Rosa was at her wit’s end, but Signor Vasari’s patience was worn to its last thread, and her father was utterly impracticable. Violante ceased to complain, but her soft, tender eyes had a desperate look, and her sweet confiding ways had grown solitary and strange. What would be the end of it?
It hardly caused Rosa surprise when, one night, in the midst of a performance, Violante fainted. The representation was brought to an abrupt conclusion, and Mademoiselle Mattei declared to be too ill to appear again. The public of Civita Bella was sorry; somehow the soft, lovely girl had gained a hold on their affections; but through the days while she lay ill and unconscious there was much wrangling between her father and the manager as to the amount of her salary to be forfeited by her non-fulfilment of her engagement.
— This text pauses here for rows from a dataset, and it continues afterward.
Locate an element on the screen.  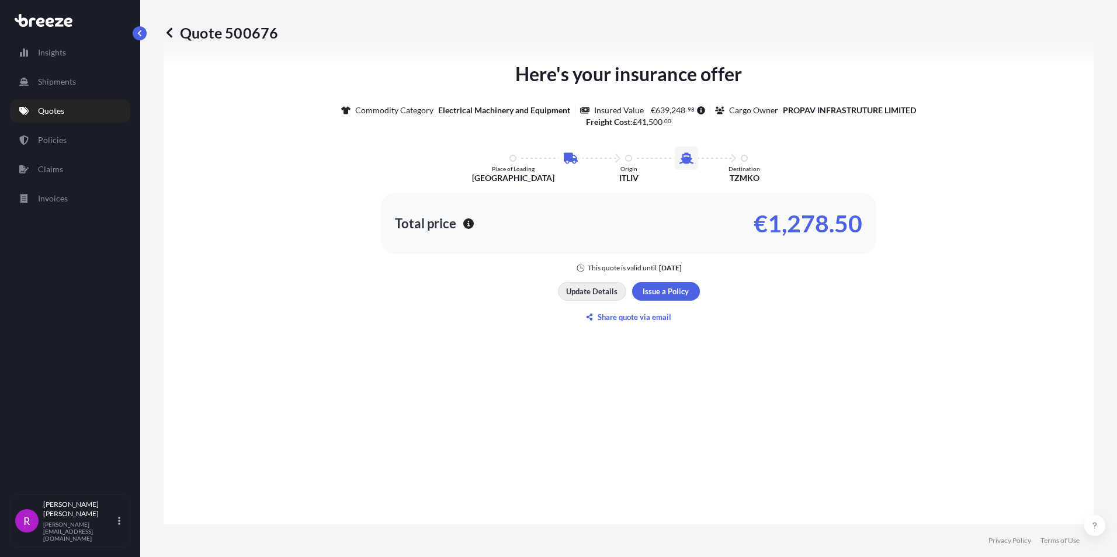
button: Issue a Policy is located at coordinates (666, 291).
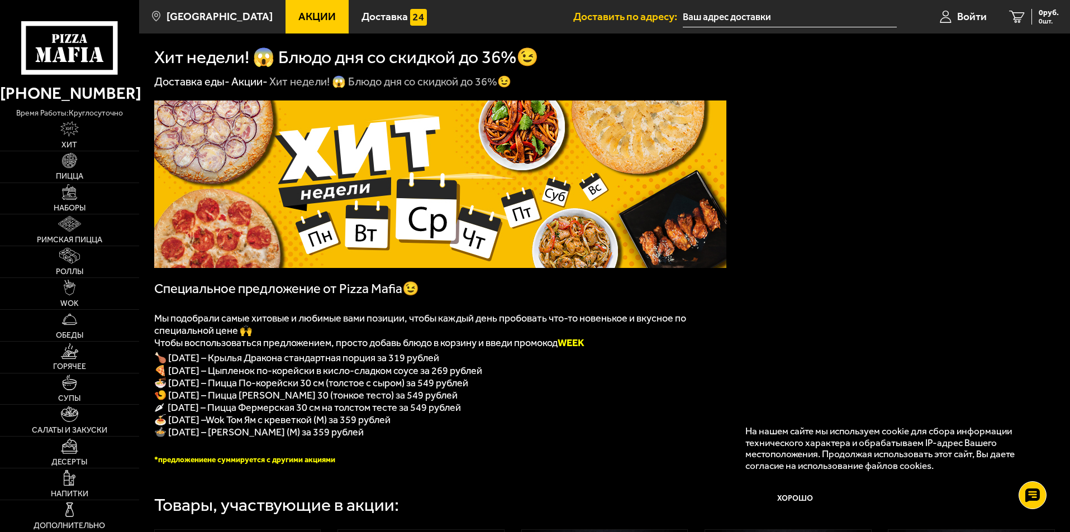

All talk of any tenderer relation had been dropped, and the discussion was settled greatly to Signor Mattei’s dissatisfaction. He felt that he had been ill-treated. Violante’s further gains were gone for that season; his own hung on a thread; some of Rosa’s best pupils, like Emily Tollemache, had left the place. What was to become of them?
As he came in, with his head full of all these various annoyances, he encountered Rosa standing in the sitting-room, holding in her hand the soft, dusky lengths of Violante’s hair.
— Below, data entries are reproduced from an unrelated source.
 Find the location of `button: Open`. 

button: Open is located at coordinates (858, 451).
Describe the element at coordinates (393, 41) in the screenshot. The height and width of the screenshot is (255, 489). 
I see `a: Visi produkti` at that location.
“You have not cut off her hair?” he exclaimed, wrathfully.
“It may save her life,” said Rosa, whose eyes were red with crying. “She—she may not die.”
Then Signor Mattei, realising for the first time that his child’s life was in danger, burst out with vehement lamentations.
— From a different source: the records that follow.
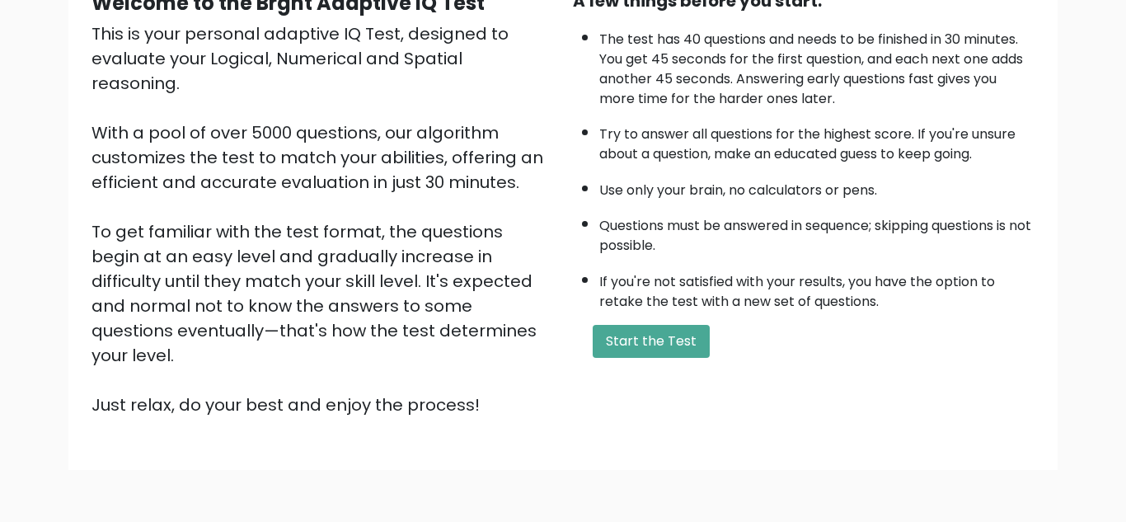  What do you see at coordinates (817, 140) in the screenshot?
I see `li: Try to answer all questions for the highest score. If you're unsure about a question, make an edu...` at bounding box center [817, 140].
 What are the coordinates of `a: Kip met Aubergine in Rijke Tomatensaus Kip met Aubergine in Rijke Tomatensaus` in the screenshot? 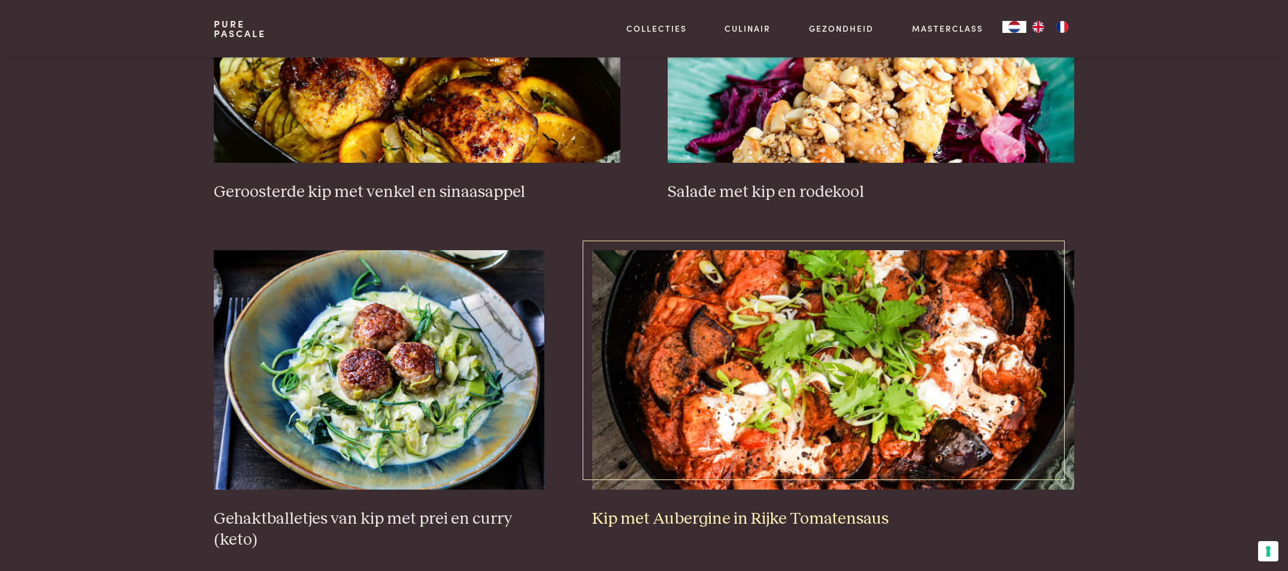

She had been his hope and his pride, spite of all her wilfulness—should he never hear her angel’s voice again?—and he seized on the long, soft hair, and kissed it and cried over it.
“It is the singing that has killed her,” said Rosa, bitterly. “If you had listened to her entreaties—” she checked herself, feeling the reproach to be cruel and undutiful; but, with a certain hard common-sense, developed by a life in which she had seen many illusions fade, revolting against the sentiment, coming, as it seemed, too late.
“No!” cried Signor Mattei. “It is not the singing. It is that young Englishman for whom she has pined away. And you—you permitted her to know and to see him, and encouraged her in her folly!”
“This is no time for quarrelling, father,” said Rosa, as she turned away, and went back to her sister, feeling as if, with Violante, every ray of sunshine would fade out of her life.